Log In  


Cart #point_cloud_ladybug-0 | 2019-05-26 | Code ▽ | Embed ▽ | License: CC4-BY-NC-SA
38

I took a shot at "demaking" an image made by Inigo Quilez. His original piece draws an animated scene which is modeled and rendered entirely by code which runs on the GPU (note: this link takes you to a webpage which runs heavy GPU code, and it will likely slow down your browser while it's running): https://www.shadertoy.com/view/4tByz3

My version is a lot simpler. It draws a single still image in two passes (first a depth/material-ID pass, then a lighting pass to get the final result), so be patient! Nothing else happens after it finishes drawing the image.

Unlike the original version, which uses Signed Distance Field modeling to describe its shapes, I used a point-cloud generator/rasterizer which uses a z-buffer for sorting (very similar to the triangle-renderers used in almost all current 3D game engines, but it only draws points instead of triangles). Each object on the screen is created by some function which submits a sequence of 3D positions with material values to to the rasterizer.

All lighting operations (diffuse + specular + approximated directional shadows + SSAO) are performed as a post-process, like deferred rendering in modern environments. Since the shapes in the scene are just arbitrary collections of points, they don't have "real" normals - instead, all normals are approximated based on the depth buffer, after all the points have been rasterized.

38


interesting to see that pico resolution is not completely breaking screen-based calculation.

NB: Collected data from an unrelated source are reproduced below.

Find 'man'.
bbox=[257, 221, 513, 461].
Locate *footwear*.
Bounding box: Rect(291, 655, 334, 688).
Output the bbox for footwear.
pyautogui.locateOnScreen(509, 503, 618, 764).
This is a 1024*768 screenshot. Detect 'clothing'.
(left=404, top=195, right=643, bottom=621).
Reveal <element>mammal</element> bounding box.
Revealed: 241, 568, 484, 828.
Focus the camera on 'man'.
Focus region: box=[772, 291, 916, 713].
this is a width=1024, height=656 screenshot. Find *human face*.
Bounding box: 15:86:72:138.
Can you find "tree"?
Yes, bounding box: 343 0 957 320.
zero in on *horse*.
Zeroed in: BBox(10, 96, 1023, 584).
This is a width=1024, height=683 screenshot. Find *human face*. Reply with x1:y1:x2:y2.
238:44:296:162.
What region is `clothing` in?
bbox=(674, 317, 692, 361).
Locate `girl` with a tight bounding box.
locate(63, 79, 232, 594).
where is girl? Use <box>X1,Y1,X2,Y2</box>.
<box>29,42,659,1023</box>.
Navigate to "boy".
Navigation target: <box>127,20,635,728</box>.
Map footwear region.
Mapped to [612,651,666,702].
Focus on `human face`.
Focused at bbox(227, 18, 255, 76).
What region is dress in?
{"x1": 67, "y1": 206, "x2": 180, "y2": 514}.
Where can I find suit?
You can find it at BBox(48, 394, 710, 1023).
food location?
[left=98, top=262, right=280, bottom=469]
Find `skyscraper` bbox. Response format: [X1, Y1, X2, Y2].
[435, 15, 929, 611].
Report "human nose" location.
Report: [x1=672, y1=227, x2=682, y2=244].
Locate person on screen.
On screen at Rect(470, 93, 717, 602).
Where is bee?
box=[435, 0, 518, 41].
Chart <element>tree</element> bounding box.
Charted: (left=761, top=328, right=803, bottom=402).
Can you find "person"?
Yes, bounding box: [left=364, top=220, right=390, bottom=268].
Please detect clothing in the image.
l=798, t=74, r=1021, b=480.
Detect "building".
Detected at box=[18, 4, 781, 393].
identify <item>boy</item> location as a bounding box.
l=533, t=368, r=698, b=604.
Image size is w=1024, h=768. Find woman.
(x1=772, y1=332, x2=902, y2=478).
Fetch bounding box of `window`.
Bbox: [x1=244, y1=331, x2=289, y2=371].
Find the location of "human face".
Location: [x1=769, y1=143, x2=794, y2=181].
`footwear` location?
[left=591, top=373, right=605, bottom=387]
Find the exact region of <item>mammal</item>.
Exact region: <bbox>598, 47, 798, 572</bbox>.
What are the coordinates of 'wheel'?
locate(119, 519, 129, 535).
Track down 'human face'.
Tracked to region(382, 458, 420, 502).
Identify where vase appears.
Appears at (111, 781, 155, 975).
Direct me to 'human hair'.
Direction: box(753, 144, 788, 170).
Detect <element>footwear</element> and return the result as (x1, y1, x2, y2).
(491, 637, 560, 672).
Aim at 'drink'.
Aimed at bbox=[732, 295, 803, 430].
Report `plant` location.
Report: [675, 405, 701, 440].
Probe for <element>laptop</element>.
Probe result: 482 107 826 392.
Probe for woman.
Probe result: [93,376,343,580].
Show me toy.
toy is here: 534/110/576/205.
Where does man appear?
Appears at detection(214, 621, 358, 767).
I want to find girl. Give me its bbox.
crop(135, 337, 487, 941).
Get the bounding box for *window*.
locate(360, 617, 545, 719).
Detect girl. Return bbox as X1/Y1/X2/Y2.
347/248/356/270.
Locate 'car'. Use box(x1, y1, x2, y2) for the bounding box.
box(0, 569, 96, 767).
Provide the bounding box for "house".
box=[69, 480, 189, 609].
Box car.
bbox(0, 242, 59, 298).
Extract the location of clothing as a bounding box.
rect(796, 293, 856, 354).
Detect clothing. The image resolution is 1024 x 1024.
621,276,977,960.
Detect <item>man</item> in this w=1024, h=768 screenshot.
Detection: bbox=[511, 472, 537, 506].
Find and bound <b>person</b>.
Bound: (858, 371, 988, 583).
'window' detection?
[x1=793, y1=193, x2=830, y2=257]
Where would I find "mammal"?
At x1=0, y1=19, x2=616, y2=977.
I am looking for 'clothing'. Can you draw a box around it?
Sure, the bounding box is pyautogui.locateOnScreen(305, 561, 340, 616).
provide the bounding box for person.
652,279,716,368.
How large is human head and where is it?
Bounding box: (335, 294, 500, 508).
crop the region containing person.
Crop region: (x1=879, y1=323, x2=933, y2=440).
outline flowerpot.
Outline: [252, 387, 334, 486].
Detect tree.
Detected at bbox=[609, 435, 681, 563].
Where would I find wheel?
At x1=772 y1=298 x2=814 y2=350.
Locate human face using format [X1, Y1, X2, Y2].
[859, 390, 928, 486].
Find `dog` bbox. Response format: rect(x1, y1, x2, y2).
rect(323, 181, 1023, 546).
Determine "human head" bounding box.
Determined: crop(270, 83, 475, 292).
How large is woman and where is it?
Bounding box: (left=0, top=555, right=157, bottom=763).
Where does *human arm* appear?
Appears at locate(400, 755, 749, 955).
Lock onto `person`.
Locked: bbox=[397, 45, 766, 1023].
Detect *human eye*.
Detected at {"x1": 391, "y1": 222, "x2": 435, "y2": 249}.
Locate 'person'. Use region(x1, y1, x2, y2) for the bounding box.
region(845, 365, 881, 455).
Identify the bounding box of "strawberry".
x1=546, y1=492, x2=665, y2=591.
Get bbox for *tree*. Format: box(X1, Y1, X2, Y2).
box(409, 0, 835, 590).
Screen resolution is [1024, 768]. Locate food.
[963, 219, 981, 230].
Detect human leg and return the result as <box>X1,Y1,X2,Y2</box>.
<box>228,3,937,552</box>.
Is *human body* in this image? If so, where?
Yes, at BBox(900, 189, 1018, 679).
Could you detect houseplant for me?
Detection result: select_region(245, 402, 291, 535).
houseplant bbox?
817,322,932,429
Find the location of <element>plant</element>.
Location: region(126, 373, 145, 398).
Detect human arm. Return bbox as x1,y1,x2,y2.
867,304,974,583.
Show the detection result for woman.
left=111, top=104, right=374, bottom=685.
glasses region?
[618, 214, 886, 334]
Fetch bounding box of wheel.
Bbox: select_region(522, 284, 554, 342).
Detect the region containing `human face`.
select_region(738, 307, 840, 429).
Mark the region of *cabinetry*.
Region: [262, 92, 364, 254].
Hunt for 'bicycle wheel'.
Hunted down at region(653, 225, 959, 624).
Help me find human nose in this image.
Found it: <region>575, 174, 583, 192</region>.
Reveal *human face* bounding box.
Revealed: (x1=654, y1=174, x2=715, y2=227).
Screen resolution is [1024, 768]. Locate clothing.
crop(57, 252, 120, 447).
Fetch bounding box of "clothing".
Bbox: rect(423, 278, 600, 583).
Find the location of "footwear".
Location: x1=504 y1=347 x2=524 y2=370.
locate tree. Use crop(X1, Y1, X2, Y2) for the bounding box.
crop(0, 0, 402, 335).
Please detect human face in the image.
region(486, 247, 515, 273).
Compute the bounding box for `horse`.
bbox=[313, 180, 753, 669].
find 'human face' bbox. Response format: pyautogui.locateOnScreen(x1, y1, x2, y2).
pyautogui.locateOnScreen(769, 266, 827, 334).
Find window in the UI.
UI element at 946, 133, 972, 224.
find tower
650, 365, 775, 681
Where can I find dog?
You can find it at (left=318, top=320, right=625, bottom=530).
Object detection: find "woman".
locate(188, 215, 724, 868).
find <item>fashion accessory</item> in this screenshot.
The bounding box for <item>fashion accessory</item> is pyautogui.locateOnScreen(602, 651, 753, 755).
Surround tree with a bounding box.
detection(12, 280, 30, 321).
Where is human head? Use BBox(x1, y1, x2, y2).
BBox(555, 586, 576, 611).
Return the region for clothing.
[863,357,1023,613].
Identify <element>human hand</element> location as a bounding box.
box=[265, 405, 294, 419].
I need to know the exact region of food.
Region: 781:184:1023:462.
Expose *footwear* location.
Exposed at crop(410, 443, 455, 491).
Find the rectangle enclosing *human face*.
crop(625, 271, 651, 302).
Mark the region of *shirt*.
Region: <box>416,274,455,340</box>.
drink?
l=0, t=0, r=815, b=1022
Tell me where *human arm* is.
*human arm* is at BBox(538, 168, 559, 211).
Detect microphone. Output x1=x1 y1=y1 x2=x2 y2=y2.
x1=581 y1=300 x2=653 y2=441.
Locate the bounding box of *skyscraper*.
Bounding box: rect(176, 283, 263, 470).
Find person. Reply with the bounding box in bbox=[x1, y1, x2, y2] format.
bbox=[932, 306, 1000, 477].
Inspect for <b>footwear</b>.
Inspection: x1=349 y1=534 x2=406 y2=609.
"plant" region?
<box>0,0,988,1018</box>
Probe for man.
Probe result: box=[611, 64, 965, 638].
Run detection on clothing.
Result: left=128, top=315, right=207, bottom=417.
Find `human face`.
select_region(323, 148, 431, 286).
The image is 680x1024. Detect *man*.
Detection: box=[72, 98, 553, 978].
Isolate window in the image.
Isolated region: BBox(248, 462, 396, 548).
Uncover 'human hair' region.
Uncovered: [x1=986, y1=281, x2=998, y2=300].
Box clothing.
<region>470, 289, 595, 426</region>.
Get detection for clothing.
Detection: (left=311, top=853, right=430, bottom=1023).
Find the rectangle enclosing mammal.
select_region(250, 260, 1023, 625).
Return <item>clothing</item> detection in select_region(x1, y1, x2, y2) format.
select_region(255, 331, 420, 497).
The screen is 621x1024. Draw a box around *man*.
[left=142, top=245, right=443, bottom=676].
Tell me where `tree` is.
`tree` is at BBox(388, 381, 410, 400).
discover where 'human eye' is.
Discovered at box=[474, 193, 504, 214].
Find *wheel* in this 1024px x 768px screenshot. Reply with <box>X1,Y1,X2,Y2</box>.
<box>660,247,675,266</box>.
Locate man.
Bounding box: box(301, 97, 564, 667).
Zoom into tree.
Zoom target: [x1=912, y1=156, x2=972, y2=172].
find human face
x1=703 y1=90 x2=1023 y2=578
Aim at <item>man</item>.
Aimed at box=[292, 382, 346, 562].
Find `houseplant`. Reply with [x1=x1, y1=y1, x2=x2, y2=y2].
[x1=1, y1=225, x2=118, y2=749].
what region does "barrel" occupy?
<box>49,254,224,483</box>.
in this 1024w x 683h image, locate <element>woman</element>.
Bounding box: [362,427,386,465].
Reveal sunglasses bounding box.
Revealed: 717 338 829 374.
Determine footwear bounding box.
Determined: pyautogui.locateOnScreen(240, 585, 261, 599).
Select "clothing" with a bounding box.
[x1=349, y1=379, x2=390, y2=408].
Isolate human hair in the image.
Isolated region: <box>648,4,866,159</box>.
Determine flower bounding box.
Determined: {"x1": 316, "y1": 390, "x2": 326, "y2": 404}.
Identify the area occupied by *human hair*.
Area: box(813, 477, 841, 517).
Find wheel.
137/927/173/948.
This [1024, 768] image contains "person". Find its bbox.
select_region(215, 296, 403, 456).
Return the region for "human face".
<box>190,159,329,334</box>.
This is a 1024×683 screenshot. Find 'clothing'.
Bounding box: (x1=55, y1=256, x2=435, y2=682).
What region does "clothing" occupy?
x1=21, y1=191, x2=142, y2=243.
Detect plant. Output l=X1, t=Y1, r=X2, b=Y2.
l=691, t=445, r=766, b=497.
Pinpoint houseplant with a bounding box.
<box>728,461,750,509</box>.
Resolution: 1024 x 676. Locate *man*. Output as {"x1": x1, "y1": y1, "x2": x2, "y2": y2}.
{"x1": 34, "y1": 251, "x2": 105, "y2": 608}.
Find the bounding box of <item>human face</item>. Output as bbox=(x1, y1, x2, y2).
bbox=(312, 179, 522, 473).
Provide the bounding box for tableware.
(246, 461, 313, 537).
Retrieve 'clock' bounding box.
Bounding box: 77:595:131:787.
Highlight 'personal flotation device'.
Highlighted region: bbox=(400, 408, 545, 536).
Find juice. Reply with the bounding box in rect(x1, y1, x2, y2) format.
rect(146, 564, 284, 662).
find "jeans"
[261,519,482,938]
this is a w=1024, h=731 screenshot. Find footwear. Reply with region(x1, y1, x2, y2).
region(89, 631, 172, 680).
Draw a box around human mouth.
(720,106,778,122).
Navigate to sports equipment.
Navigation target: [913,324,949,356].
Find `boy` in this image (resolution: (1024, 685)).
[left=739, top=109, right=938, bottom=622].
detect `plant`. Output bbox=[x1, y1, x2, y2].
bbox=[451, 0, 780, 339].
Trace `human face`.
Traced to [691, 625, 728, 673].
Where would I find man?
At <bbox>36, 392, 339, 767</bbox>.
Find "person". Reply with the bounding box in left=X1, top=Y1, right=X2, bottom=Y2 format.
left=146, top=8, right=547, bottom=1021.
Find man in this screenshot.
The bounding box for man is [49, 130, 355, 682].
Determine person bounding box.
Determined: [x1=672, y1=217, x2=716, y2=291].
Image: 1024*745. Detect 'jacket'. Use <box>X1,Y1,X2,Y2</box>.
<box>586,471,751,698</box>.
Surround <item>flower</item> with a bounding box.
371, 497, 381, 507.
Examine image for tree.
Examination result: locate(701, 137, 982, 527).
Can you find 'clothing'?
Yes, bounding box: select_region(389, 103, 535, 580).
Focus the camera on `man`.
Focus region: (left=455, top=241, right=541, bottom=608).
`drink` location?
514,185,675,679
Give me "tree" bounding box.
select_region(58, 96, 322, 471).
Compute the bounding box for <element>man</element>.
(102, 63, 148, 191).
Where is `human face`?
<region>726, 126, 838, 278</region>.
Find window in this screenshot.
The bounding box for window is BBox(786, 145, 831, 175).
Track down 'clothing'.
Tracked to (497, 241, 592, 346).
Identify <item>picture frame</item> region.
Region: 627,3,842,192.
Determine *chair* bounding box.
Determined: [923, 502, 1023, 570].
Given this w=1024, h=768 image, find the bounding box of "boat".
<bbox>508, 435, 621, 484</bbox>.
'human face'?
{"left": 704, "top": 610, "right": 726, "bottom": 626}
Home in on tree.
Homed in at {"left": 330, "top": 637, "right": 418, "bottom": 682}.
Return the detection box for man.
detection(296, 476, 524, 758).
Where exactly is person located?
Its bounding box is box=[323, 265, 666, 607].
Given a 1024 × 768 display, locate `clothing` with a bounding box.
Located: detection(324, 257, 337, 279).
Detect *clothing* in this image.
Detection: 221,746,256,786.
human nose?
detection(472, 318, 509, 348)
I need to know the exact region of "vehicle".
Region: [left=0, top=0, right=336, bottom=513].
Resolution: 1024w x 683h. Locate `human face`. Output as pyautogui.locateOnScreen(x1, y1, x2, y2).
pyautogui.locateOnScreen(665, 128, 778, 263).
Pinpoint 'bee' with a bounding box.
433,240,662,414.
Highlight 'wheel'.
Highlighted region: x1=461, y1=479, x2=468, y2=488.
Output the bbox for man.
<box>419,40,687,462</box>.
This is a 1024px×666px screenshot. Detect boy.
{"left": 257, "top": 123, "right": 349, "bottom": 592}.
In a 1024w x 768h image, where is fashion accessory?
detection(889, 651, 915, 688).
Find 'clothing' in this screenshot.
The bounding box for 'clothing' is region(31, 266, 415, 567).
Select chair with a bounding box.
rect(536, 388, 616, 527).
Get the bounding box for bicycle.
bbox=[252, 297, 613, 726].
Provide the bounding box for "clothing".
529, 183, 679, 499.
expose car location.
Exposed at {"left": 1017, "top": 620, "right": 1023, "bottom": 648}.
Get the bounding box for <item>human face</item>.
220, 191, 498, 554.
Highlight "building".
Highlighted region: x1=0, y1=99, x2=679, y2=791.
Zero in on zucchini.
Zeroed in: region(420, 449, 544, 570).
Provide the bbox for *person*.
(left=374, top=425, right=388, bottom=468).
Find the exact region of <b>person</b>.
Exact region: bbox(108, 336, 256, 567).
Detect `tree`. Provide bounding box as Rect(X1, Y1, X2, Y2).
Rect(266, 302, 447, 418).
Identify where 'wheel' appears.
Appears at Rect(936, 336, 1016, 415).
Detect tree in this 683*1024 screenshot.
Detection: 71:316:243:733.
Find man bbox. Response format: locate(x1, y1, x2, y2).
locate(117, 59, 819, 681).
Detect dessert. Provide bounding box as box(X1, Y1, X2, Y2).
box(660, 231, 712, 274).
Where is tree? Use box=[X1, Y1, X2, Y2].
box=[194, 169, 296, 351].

Yeah!! I stalled on trying to approximate the normals from the depth buffer since I assumed it wouldn't really work, but it's like...totally fine. Until then it was all ssao and outlines since they didn't require normals for anything, and my point cloud generators don't know anything about normals/gradients.


I only just stumbled upon this now.
This is a seriously clever piece of work. Wow.


Indeed. This is astounding. Just goes to show something I believed all my life. All life and reality are made up of math.

Perhaps too small or too complex for most of us to understand, but it's there all the same.

Quiet and heartfelt star for you and this masterpiece, @2darray.